No one had said so. The ship was, as Marcia had thought, like a city in a state of siege, guarded and alert. The troublesome and trouble-making passengers from the Lerida were separated. Each of them was under so heavy a burden of suspicion by the very fact of his presence in that doomed little lifeboat, that surely, one would have thought, and obviously the ship's officers did think, that no one of them would dare to add further to the burden of suspicion against himself. Certainly no one of them now would commit a further murder.
Yet it had happened. No one had heard any commotion or altercation on the foggy, hazy deck. No one had seen anything except the ward patient. The corpsman on duty had given a quick alarm. The ship was stopped and the crew got out boats. A quick check of wards and passengers was made and Luther Cates was missing.
The probability was that even if he were still alive he would not be found. True, the ship had been traveling at a very slow speed and the alarm had been given instantly. Even so the Magnolia moved some distance before she could stop and before the small boats could be launched.
The fog, too, seriously hindered the search. The occasional glitter of waves below shifting gray wreaths reflected the lights from the ship in confusing glimpses of red and gold. The fog was the more impenetrable because of the rosy reflected glow near the ship.
It was still dark, in spite of approaching dawn, when Josh came to Marcia. She was awake and knew that the ship had stopped. She had heard the subdued echoes of commotion, but did not know the reason for it, or for the brief visit of Major Williams who, checking the whereabouts of the Lerida passengers, knocked on the door and called to her. When she replied he hurried away again.
She was wrapped in a red bathrobe, standing at the port listening and watching the misty flares in the fog. The searchlights were gleaming this way and that from small boats when Josh knocked. "It's me," he called. "Josh . . ."
She went then and opened the door which she had bolted.
He stood white-faced in the passageway, fully clothed, except that his collar wasn't fastened. His head was bare and his dark hair shone with moisture. His overcoat shoulders were damp. He came in quickly. "It's a man overboard. Luther. So far they've not found him."
"Luther! What happened . . . ?"
"Nobody knows." From the open port, in the distance, a voice floated dismally over the water, eerily muffled by fog. Josh went to the port, looked out at the shifting wreaths of fog, the flares from the boats. "They'll never find anybody in a fog like this," he said. "But the chances are, of course, that he was dead before he struck the water."
"Luther . . ." she said at his shoulder, whispering. "Why?"
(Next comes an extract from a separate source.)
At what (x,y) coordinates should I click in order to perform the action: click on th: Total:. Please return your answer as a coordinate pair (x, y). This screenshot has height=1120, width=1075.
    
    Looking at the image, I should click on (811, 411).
Josh turned to face her. "I wanted to talk to you last night. I couldn't. Marcia . . ." he said very gravely, "I'm sorry."
"You mean about Mickey."
"Even to you, Marcia, the cigarette case roused a sort of question. Do you remember telling me that you had been thinking of Mickey and Gili and the things that she had said and that something seemed somehow wrong to you—out of the picture? Wasn't that it? Subconsciously, it seemed wrong to you as it did to me. Yet something happened just then, and you didn't really pin the thing down."